3 moments from history that rhyme with this story — and how they unfolded.

May 2013

AP phone records seizure (2013)

The Justice Department secretly subpoenaed two months of phone records for about 20 Associated Press reporters, hunting the source of a story about a foiled Yemen bomb plot. The AP called it a massive and unprecedented intrusion into news-gathering.

Then

The disclosure drew bipartisan criticism and public apology pressure on the department.

Now

Attorney General Eric Holder tightened the rules for subpoenaing reporters, making media-leak investigations harder to pursue.

Why this matters now

It shows the same tool in reverse. Where 2013 ended in tighter limits on going after reporters, the 2026 task force builds a standing machine to do more of it.

2010

James Rosen named as co-conspirator (2010)

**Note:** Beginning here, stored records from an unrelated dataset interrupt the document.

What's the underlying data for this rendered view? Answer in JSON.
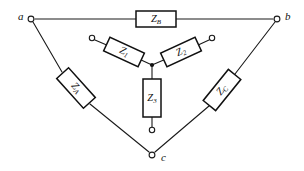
{
  "figure": {
    "background_color": "#ffffff",
    "line_color": "#1a1a1a",
    "box_fill": "#ffffff",
    "box_stroke": "#111111"
  },
  "nodes": [
    {
      "id": "a",
      "label": "a",
      "x": 31,
      "y": 19,
      "label_x": 18,
      "label_y": 17
    },
    {
      "id": "b",
      "label": "b",
      "x": 277,
      "y": 19,
      "label_x": 285,
      "label_y": 17
    },
    {
      "id": "c",
      "label": "c",
      "x": 152,
      "y": 155,
      "label_x": 161,
      "label_y": 158
    }
  ],
  "open_terminals": [
    {
      "id": "t1",
      "for": "Z1",
      "x": 92,
      "y": 38
    },
    {
      "id": "t2",
      "for": "Z2",
      "x": 212,
      "y": 38
    },
    {
      "id": "t3",
      "for": "Z3",
      "x": 152,
      "y": 130
    }
  ],
  "junction": {
    "id": "wye-center",
    "x": 152,
    "y": 65
  },
  "components": [
    {
      "id": "ZB",
      "label": "Z",
      "subscript": "B",
      "network": "delta",
      "between": [
        "a",
        "b"
      ],
      "cx": 156,
      "cy": 19,
      "width": 40,
      "height": 16,
      "rotation": 0
    },
    {
      "id": "ZA",
      "label": "Z",
      "subscript": "A",
      "network": "delta",
      "between": [
        "a",
        "c"
      ],
      "cx": 76,
      "cy": 88,
      "width": 40,
      "height": 16,
      "rotation": 48
    },
    {
      "id": "ZC",
      "label": "Z",
      "subscript": "C",
      "network": "delta",
      "between": [
        "b",
        "c"
      ],
      "cx": 222,
      "cy": 90,
      "width": 40,
      "height": 16,
      "rotation": -51
    },
    {
      "id": "Z1",
      "label": "Z",
      "subscript": "1",
      "network": "wye",
      "between": [
        "t1",
        "wye-center"
      ],
      "cx": 124,
      "cy": 52,
      "width": 38,
      "height": 15,
      "rotation": 25
    },
    {
      "id": "Z2",
      "label": "Z",
      "subscript": "2",
      "network": "wye",
      "between": [
        "t2",
        "wye-center"
      ],
      "cx": 181,
      "cy": 52,
      "width": 38,
      "height": 15,
      "rotation": -25
    },
    {
      "id": "Z3",
      "label": "Z",
      "subscript": "3",
      "network": "wye",
      "between": [
        "wye-center",
        "t3"
      ],
      "cx": 152,
      "cy": 98,
      "width": 18,
      "height": 38,
      "rotation": 0
    }
  ]
}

Investigators labeled Fox News reporter James Rosen a possible co-conspirator under the Espionage Act to get a warrant for his emails and phone logs in a State Department leak case. No charges were ever filed against him.

Then

The tactic sparked an outcry once it became public in 2013.

Now

It fed the debate over whether the Espionage Act can be turned against journalists, not just their sources.

Why this matters now

The 2026 task force revives that question. Subpoenaing reporters directly tests how far the government can reach toward the journalists themselves.

June 1971

Pentagon Papers (1971)

The Nixon administration tried to stop the Times and Washington Post from publishing a secret history of the Vietnam War leaked by analyst Daniel Ellsberg. The Supreme Court ruled 6-3 that the government could not block publication.

Then

The papers kept publishing and Ellsberg was charged, though his case later collapsed over government misconduct.

Now

The ruling set a high bar against prior restraint and became the anchor case for U.S. press freedom.

Why this matters now

It marks the constitutional floor this story sits above. The 2026 effort targets sources and reporters after the fact, not publication itself, the line the 1971 case drew.